Professor Paul Glare, Pain Foundation and Painaustralia Board Director, hosted the Kolling Institute’s Neuroscience and Pain Research Showcase. The webinar covered a range of topics including:
- Health and Medical Research Initiatives;
- Translational Research;
- Academic Psychiatry;
- Genome Sequencing;
- Pharmacology for Older Patients; and
- Spinal Cord Injury.
Presentations by the Pain Management Research Institute (PMRI) on preventing disability in the recently injured and on brain circuits, and by the John Walsh Centre for Rehabilitation Research (JWCRR) on spinal injury, traumatic brain injury and pain are of particular interest to people living with chronic pain.
In his presentation on disability in the recently injured, Professor Michael Nicholas, Director, Pain Education and Pain Management Programs at the PMRI argued that a multidisciplinary approach to pain management was more effective than relying solely on medication.
A similar approach was presented by the Head of the JWCRR, Professor Ian Cameron during his presentation on effective ways to treat people with spinal injury, traumatic brain injury and pain.
Dr Karin Aubrey from the PMRI Neurobiology of Pain Lab presented on her team’s topic of “Brain Circuits Involved in Pain Signalling”. They combine electrophysiology with optogenetics and imaging, animal behaviour and chemogenetics to study how our brains control sensory information as it enters the spinal cord. (We are very proud of the fact that much of the scientific equipment installed in her lab has been funded by Pain Foundation benefactors.)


### [EXERCISE GOAL]
Task for the records below: repeat the line containing "Describe the element" and every line after it, exactly and with nothing else, but leave out the pictures.

### [THE DATA]
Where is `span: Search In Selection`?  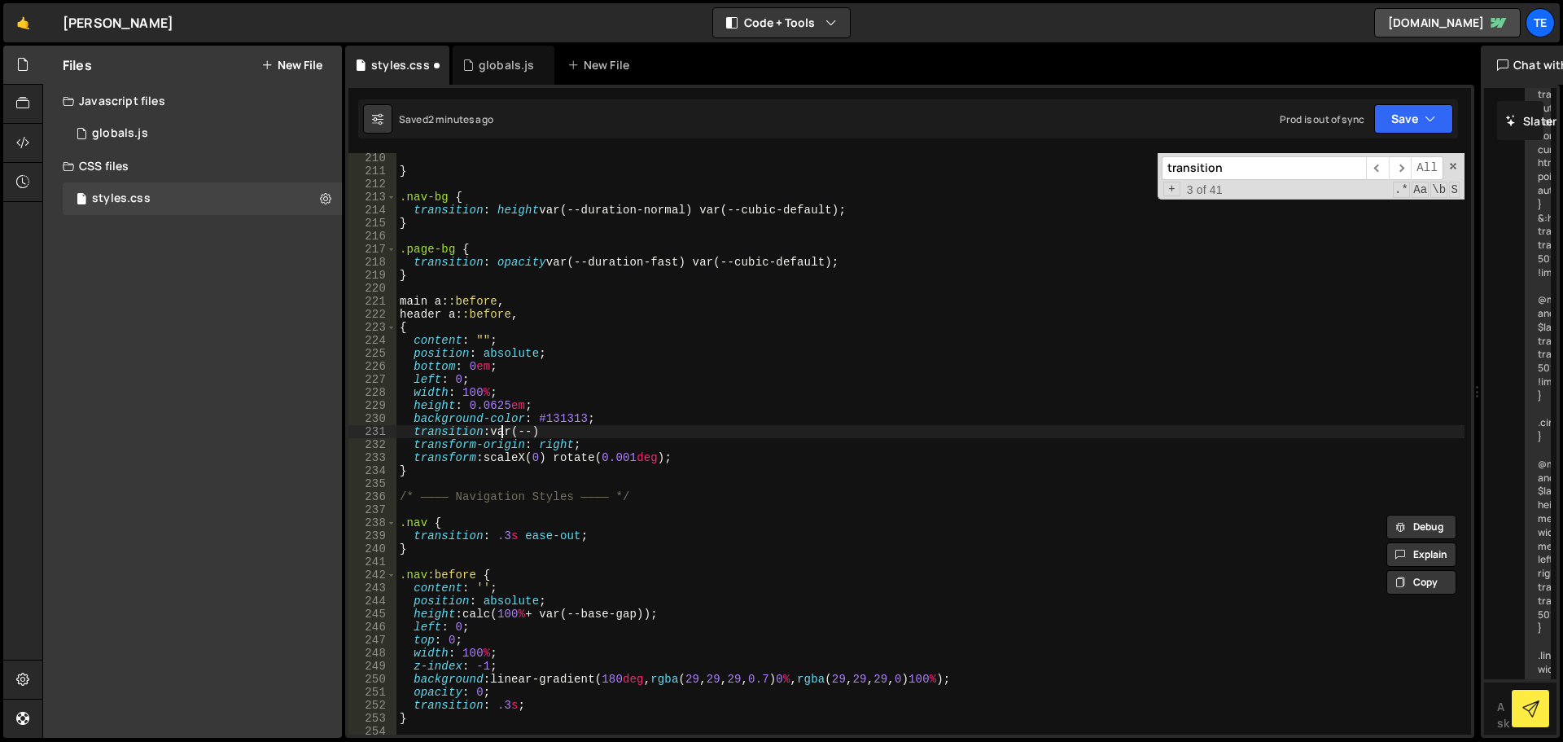
span: Search In Selection is located at coordinates (1454, 190).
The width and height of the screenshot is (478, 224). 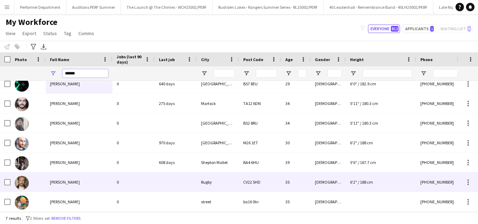 What do you see at coordinates (268, 7) in the screenshot?
I see `button: Rushden Lakes - Rangers Summer Series - RL25002/PERF` at bounding box center [268, 7].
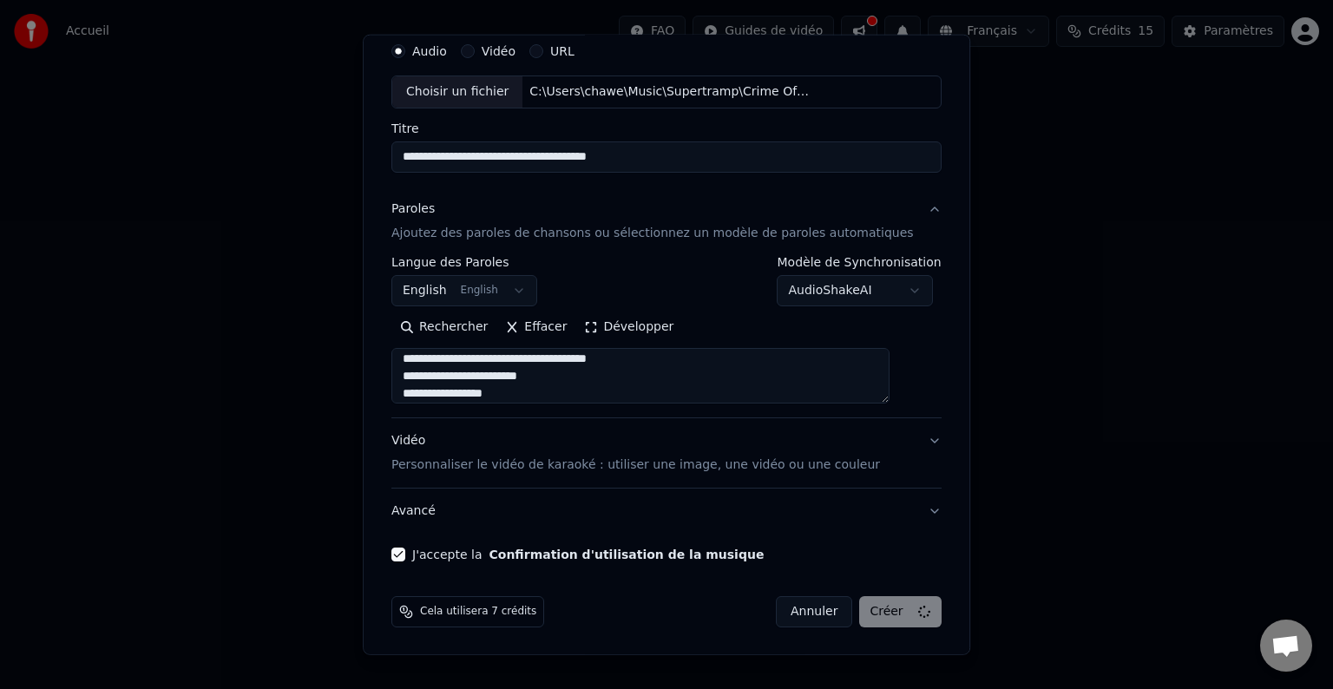 The image size is (1333, 689). I want to click on div: Choisir un fichier, so click(457, 92).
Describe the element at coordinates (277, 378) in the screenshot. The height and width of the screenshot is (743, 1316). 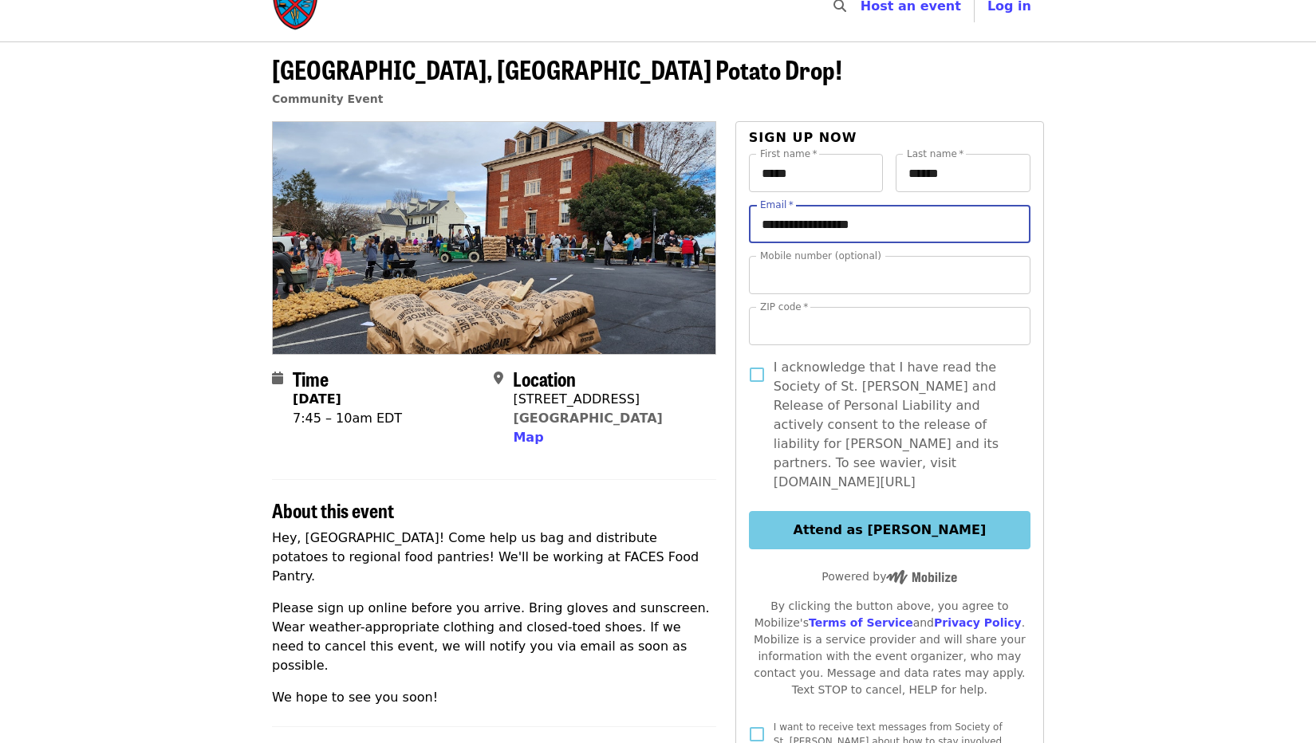
I see `i: calendar icon` at that location.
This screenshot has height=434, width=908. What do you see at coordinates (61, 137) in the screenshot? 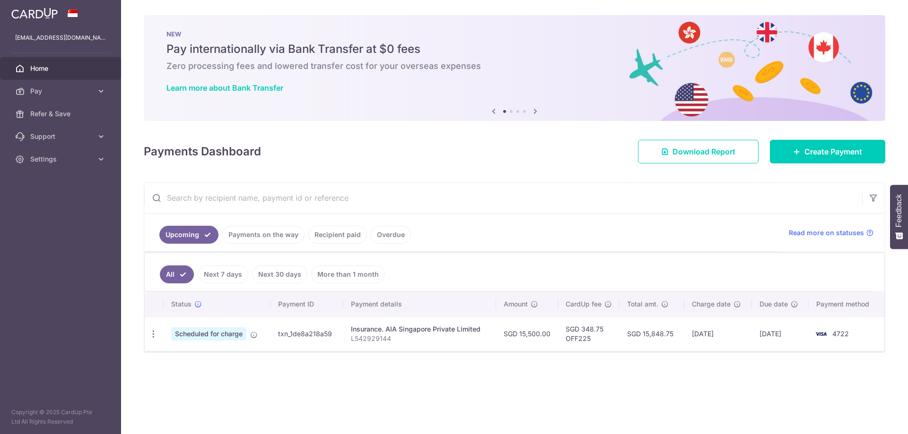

### [EXERCISE ANSWER]
Describe the element at coordinates (277, 378) in the screenshot. The height and width of the screenshot is (743, 1316). 
I see `i: calendar icon` at that location.
This screenshot has height=434, width=908. What do you see at coordinates (61, 137) in the screenshot? 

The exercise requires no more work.